Search code examples
unit-testingtestingtddfunctional-testing

How to reduce the time spent on testing?


I just looked back through the project that nearly finished recently and found a very serious problem. I spent most of bank time on testing the code, reproducing the different situations "may" cause code errors.

Do you have any idea or experience to share on how to reduce the time spent on testing, so that makes the development much more smoothly?

I tried follow the concept of test-driven for all my code , but I found it really hard to achieve this, really need some help from the senior guys here.

Thanks

Re: all

Thanks for the answers above here, initially my question was how to reduce the time on general testing, but now, the problem is down to how to write the effecient automate test code.

I will try to improve my skills on how to write the test suit to cut down this part of time.

However, I still really struggle with how to reduce the time I spent on reproduce the errors , for instance, A standard blog project will be easy to reproduce the situations may cause the errors but a complicate bespoke internal system may "never" can be tested throught out easily, is it worthy ? Do you have any idea on how to build a test plan on this kind of project ?

Thanks for the further answers still.


Solution

  • Test driven design is not about testing (quality assurance). It has been poorly named from the outset.

    It's about having machine runnable assumptions and specifications of program behavior and is done by programmers during programming to ensure that assumptions are explicit.

    Since those tasks have to be done at some point in the product lifecycle, it's simply a shift of the work. Whether it's more or less efficient is a debate for another time.

    What you refer to I would not call testing. Having strong TDD does mean that the testing phase does not have to be relied upon as heavily for errors which would be caught long before they reach a test build (as they are with experience programmers with a good spec and responsive stakeholders in a non-TDD environment).

    If you think the upfront tests (runnable spec) is a serious problem, I guess it comes down to how much work the relative stages of development are expected to cost in time and money?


* **What is expected**
Write out precisely the lines beginning with the line that contains "In order to click on strong: Certified" and ending with the last line of the entries, and no other lines.

* **Excerpted data**

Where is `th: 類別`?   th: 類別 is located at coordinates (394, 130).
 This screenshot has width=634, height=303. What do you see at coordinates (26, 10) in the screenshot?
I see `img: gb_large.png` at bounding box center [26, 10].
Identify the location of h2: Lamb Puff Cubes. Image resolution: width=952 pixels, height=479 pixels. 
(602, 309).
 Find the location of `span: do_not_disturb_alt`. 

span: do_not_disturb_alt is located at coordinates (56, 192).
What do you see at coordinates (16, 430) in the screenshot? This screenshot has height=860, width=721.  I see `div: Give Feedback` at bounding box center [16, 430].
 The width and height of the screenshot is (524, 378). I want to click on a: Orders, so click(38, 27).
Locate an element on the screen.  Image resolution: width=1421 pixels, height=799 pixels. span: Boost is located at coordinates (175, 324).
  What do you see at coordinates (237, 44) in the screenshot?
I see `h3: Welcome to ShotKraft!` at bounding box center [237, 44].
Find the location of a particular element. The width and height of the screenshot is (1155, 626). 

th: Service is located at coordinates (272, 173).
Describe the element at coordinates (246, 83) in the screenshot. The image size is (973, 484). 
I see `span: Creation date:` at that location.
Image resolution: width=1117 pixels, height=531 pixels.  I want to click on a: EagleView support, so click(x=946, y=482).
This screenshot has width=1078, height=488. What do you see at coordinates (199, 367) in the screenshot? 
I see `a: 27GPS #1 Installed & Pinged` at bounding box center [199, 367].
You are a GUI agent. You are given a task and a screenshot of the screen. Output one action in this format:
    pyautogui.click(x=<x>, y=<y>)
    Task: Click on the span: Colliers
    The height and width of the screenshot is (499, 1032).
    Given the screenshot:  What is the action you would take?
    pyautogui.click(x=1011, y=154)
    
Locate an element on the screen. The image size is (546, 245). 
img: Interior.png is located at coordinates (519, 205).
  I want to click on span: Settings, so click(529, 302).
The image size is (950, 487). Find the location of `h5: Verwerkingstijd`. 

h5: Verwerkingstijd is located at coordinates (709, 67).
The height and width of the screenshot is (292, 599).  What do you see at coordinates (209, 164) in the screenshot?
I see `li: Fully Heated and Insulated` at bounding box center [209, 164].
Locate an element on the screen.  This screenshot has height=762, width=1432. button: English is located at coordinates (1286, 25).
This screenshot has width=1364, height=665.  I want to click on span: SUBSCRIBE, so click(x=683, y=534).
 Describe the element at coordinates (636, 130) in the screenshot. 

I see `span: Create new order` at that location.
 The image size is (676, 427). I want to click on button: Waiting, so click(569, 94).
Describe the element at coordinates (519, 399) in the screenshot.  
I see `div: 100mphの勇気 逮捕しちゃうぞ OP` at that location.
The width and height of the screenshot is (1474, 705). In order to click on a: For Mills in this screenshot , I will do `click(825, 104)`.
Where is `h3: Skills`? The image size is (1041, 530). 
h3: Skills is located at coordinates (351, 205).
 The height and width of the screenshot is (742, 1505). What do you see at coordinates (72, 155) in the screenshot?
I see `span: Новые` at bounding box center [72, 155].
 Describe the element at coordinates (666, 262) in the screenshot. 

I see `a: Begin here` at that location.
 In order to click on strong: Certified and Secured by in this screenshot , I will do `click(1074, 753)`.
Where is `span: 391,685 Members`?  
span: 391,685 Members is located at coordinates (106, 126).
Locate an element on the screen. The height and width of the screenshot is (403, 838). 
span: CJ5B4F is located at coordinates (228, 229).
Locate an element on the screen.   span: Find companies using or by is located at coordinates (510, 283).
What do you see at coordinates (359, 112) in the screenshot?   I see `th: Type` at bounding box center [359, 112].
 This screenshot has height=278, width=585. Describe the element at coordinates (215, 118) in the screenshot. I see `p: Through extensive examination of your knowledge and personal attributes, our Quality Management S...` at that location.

* **Answer section**
 In order to click on strong: Certified and Secured by in this screenshot , I will do `click(1074, 753)`.
Where is `span: 391,685 Members`?  
span: 391,685 Members is located at coordinates (106, 126).
Locate an element on the screen. The height and width of the screenshot is (403, 838). 
span: CJ5B4F is located at coordinates (228, 229).
Locate an element on the screen.   span: Find companies using or by is located at coordinates (510, 283).
What do you see at coordinates (359, 112) in the screenshot?   I see `th: Type` at bounding box center [359, 112].
 This screenshot has height=278, width=585. Describe the element at coordinates (215, 118) in the screenshot. I see `p: Through extensive examination of your knowledge and personal attributes, our Quality Management S...` at that location.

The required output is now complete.